The three new Doctoral Research Scholars of the Witherspoon Institute are as follows:

    Soelve Curdts recently received her Ph.D. in Comparative Literature from Princeton University. Her work generally focuses on questions situated on the boundary between literature and philosophy, and she is now engaged in a book project that explores philosophical aspects of the writings of Russian novelist Fyodor Dostoevsky. She is currently a lecturer at Princeton University, both in the Department of Comparative Literature and the Center for Human Values.
  • Ana Samuel is a doctoral candidate in Political Philosophy at the University of Notre Dame and earned her A.B. from Princeton University in 2000. Her dissertation is a liberal defense of morals legislation drawn from the philosophy of Montesquieu, with particular concern for sexual morality in the law. Such an approach seeks to support many of the positions defended by the natural law tradition of Aristotle and Thomas Aquinas, despite the fact that Montesquieu, to whom the American Founders looked as an authority in political philosophy, rejected many of the ideas of Aristotle and Aquinas. For a time, Mrs. Samuel served as the first Executive Director of the Witherspoon Institute.
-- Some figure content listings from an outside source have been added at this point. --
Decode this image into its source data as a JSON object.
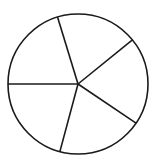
{
  "chart_data": {
    "type": "pie",
    "title": "",
    "labels": [
      "",
      "",
      "",
      "",
      ""
    ],
    "values": [
      68,
      73,
      71,
      75,
      73
    ],
    "colors": {
      "fill": "#ffffff",
      "stroke": "#1a1a1a"
    },
    "legend": "none",
    "geometry": {
      "cx": 78,
      "cy": 84,
      "r": 70,
      "spoke_angles_deg": [
        -107,
        -39,
        34,
        105,
        180
      ]
    }
  }
}
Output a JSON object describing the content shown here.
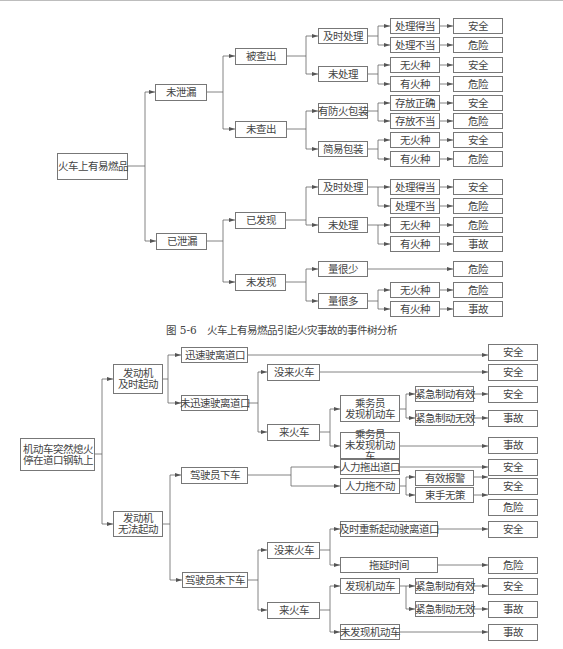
{
  "figure_5_6": {
    "caption": "图 5-6　火车上有易燃品引起火灾事故的事件树分析",
    "root": "火车上有易燃品",
    "level1": [
      "未泄漏",
      "已泄漏"
    ],
    "level2": [
      "被查出",
      "未查出",
      "已发现",
      "未发现"
    ],
    "level3": [
      "及时处理",
      "未处理",
      "有防火包装",
      "简易包装",
      "及时处理",
      "未处理",
      "量很少",
      "量很多"
    ],
    "level4": [
      "处理得当",
      "处理不当",
      "无火种",
      "有火种",
      "存放正确",
      "存放不当",
      "无火种",
      "有火种",
      "处理得当",
      "处理不当",
      "无火种",
      "有火种",
      "无火种",
      "有火种"
    ],
    "outcomes": [
      "安全",
      "危险",
      "安全",
      "危险",
      "安全",
      "危险",
      "安全",
      "危险",
      "安全",
      "危险",
      "危险",
      "事故",
      "危险",
      "危险",
      "事故"
    ]
  },
  "figure_2": {
    "root": [
      "机动车突然熄火",
      "停在道口钢轨上"
    ],
    "engine_started": [
      "发动机",
      "及时起动"
    ],
    "engine_failed": [
      "发动机",
      "无法起动"
    ],
    "fast_leave": "迅速驶离道口",
    "not_fast_leave": "未迅速驶离道口",
    "no_train_a": "没来火车",
    "train_a": "来火车",
    "crew_found": [
      "乘务员",
      "发现机动车"
    ],
    "crew_not_found": [
      "乘务员",
      "未发现机动车"
    ],
    "brake_ok_a": "紧急制动有效",
    "brake_fail_a": "紧急制动无效",
    "driver_out": "驾驶员下车",
    "driver_in": "驾驶员未下车",
    "push_out": "人力拖出道口",
    "push_fail": "人力拖不动",
    "alarm_ok": "有效报警",
    "helpless": "束手无策",
    "no_train_b": "没来火车",
    "train_b": "来火车",
    "restart": "及时重新起动驶离道口",
    "delay": "拖延时间",
    "found_b": "发现机动车",
    "not_found_b": "未发现机动车",
    "brake_ok_b": "紧急制动有效",
    "brake_fail_b": "紧急制动无效",
    "outcomes": [
      "安全",
      "安全",
      "安全",
      "事故",
      "事故",
      "安全",
      "安全",
      "危险",
      "安全",
      "危险",
      "安全",
      "事故",
      "事故"
    ]
  }
}
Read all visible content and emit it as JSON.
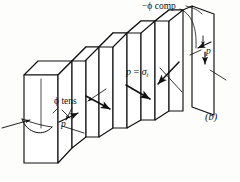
{
  "figure": {
    "panel_label": "(b)",
    "background_color": "#fdfdfc",
    "ink_color": "#111111",
    "labels": {
      "phi_tens": "ϕ tens",
      "phi_comp": "−ϕ comp",
      "p_equals_sigma_t_lead": "p",
      "p_equals_sigma_t_eq": "=",
      "p_equals_sigma_t_sigma": "σ",
      "p_equals_sigma_t_sub": "t",
      "p_left": "p",
      "p_right": "p"
    },
    "icon_names": {
      "block": "prismatic-block",
      "slabs": "fractured-slab-series",
      "tension_arrows": "tension-arrow-cluster",
      "compression_arrows": "compression-arrow-cluster",
      "shear_arrows": "shear-arrow-pair",
      "torsion_arc": "torsion-arc-arrow"
    }
  }
}
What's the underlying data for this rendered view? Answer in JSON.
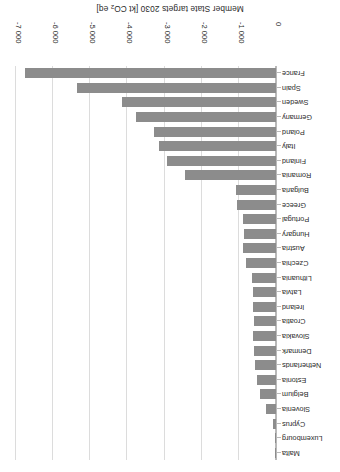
{
  "chart_data": {
    "type": "bar",
    "orientation": "horizontal",
    "title": "",
    "xlabel": "Member State targets 2030 [kt CO2 eq]",
    "xlabel_rich": "Member State targets 2030 [kt CO₂ eq]",
    "ylabel": "",
    "categories": [
      "France",
      "Spain",
      "Sweden",
      "Germany",
      "Poland",
      "Italy",
      "Finland",
      "Romania",
      "Bulgaria",
      "Greece",
      "Portugal",
      "Hungary",
      "Austria",
      "Czechia",
      "Lithuania",
      "Latvia",
      "Ireland",
      "Croatia",
      "Slovakia",
      "Denmark",
      "Netherlands",
      "Estonia",
      "Belgium",
      "Slovenia",
      "Cyprus",
      "Luxembourg",
      "Malta"
    ],
    "values": [
      -6770,
      -5350,
      -4140,
      -3760,
      -3280,
      -3145,
      -2930,
      -2450,
      -1080,
      -1050,
      -890,
      -860,
      -880,
      -810,
      -640,
      -620,
      -615,
      -590,
      -630,
      -580,
      -560,
      -510,
      -420,
      -280,
      -80,
      -40,
      -5
    ],
    "xlim": [
      0,
      -7000
    ],
    "xticks": [
      0,
      -1000,
      -2000,
      -3000,
      -4000,
      -5000,
      -6000,
      -7000
    ],
    "xtick_labels": [
      "0",
      "-1 000",
      "-2 000",
      "-3 000",
      "-4 000",
      "-5 000",
      "-6 000",
      "-7 000"
    ],
    "grid": "vertical",
    "legend": "none",
    "bar_color": "#8c8c8c",
    "gridline_color": "#dcdcdc",
    "axis_color": "#b9b9b9",
    "units": "kt CO2 eq",
    "rotated_180": true
  }
}
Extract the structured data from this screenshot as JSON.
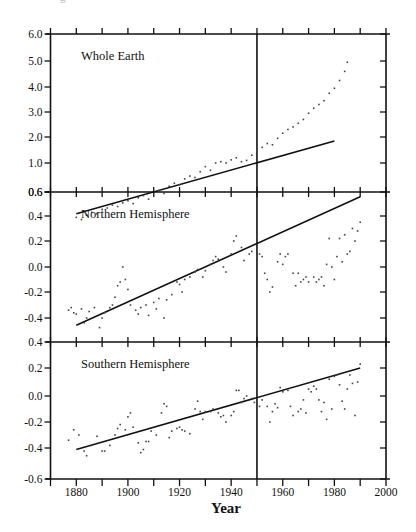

  • Nicholas Joshua Teh plans to complete a dissertation in Philosophy of Physics in the D.Phil. program at Cambridge University, where he received the position of Research Scholar at Trinity College. Mr. Teh graduated magna cum laude from Princeton University with an A.B. in Astrophysics in 2005. Thereafter, he studied as a Ph.D. candidate in Philosophy at the University of Pittsburgh and as a visiting student in Harvard University’s Philosophy Department. He has research interests in various aspects of natural philosophy, including causation, laws of nature, dispositions or powers of things, and the definition of life. Apart from his primary research area, he has interests in action theory, moral psychology, and the nature of rationality. His work in these areas is informed by thinkers such as Aristotle, Aquinas, Kant, and G. E. M. Anscombe, and seeks to develop and integrate their insights.